Another source of income has come from being a filming location for television and movies. Chicago has a multimillion-dollar TV and film industry, and studios pay restaurants, hospitals and other buildings to film scenes there. Recently, Quinn Chapel’s fellowship hall was used as the setting of Al-Anon meetings in the television series “The Bear.”

The congregation plans to turn property it owns diagonally across from the church building into a mixed-use development with housing, office space and parking. In the church, the first floor will have a bookstore that will sell books that are banned or “someone said you shouldn’t read,” Venning said.

Blocks away from the historic Chess Records studio where some of the greatest blues and R&B artists recorded their music, Quinn Chapel will have a recording studio for artists such as Adrian Dunn, Quinn Chapel’s director of music, worship and arts.

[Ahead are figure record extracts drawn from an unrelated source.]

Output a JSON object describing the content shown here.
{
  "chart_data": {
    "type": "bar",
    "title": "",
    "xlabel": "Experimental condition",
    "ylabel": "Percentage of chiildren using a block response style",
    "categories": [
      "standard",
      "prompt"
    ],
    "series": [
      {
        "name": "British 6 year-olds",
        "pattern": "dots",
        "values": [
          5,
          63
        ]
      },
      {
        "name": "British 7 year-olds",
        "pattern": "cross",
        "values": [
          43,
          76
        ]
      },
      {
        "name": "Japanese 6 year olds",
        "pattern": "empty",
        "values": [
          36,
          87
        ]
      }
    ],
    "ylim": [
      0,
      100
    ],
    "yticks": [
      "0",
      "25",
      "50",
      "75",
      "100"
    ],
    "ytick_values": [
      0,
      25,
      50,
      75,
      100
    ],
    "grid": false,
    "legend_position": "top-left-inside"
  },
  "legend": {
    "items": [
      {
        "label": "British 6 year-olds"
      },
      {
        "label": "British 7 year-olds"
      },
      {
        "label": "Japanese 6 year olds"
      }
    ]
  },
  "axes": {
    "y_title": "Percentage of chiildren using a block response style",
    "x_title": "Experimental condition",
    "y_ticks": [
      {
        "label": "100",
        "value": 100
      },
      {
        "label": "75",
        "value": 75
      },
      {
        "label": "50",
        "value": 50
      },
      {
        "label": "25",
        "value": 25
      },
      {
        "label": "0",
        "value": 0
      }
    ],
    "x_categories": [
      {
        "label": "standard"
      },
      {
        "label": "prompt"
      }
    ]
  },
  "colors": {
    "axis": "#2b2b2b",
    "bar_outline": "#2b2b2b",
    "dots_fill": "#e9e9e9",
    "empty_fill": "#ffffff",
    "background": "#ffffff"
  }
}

Christopher Wilson, associate music director and administrative assistant, studied audio design and engineering and does audio editing. Now a trustee as well as a staff member, he joined in 2015 as a college student.

Are there unique opportunities for fundraising based on your location?

photo of a map of a museum
Work on the historic building will continue as plans call for continuing to restore the building and also to develop nearby property.

“We’ve stood the test of time and continue to do ministry,” Wilson said. “To grow from a seven-person prayer band into a church that has birthed other congregations — I think that’s pretty remarkable.”

The congregation’s role in the Underground Railroad and the Great Migration will be a highlight of a new museum in the building. Excavating the basement will add 4,500 square feet of additional space. It will have an archives room, another meeting and arts space, and a museum that they hope to open to the public in 2027. It will include artifacts and stories from how the congregation has intersected with broader history.

“For folks who have the joy of being able to pastor in historic spaces, it’s about finding your story and being able to tell it,” Venning said.

The meeting about the city budget in November was one of the many Quinn Chapel hosts. Their main-level event space hosts art installations, movie screenings, educational events and more. Larger events, such as a mayoral forum in the last election, have taken place in the historic auditorium. Some weeks there are events most weeknights and Saturday as well; Venning said that it’s a mistake to focus on Sunday only.

Connecting Quinn Chapel's legacy and present, Venning recalled the West African teaching of embracing the past's lessons to move into the future.

“The Sankofa bird looks back while its feet face forward,” Venning told the crowd that evening in November: “We embody what our ancestors practiced: faith in action.”

How might you find your congregation’s story and tell it?

Questions to consider

  • Does your congregation have a history that inspires action in the present?
  • Who in your congregation has the skills or connections to help further your mission?
  • What story does the art in your church building tell?
  • Have you assessed your congregation’s community impact? If not, how might you approach such an assessment?
  • Are there unique opportunities for fundraising based on your location?
  • How might you find your congregation’s story and tell it?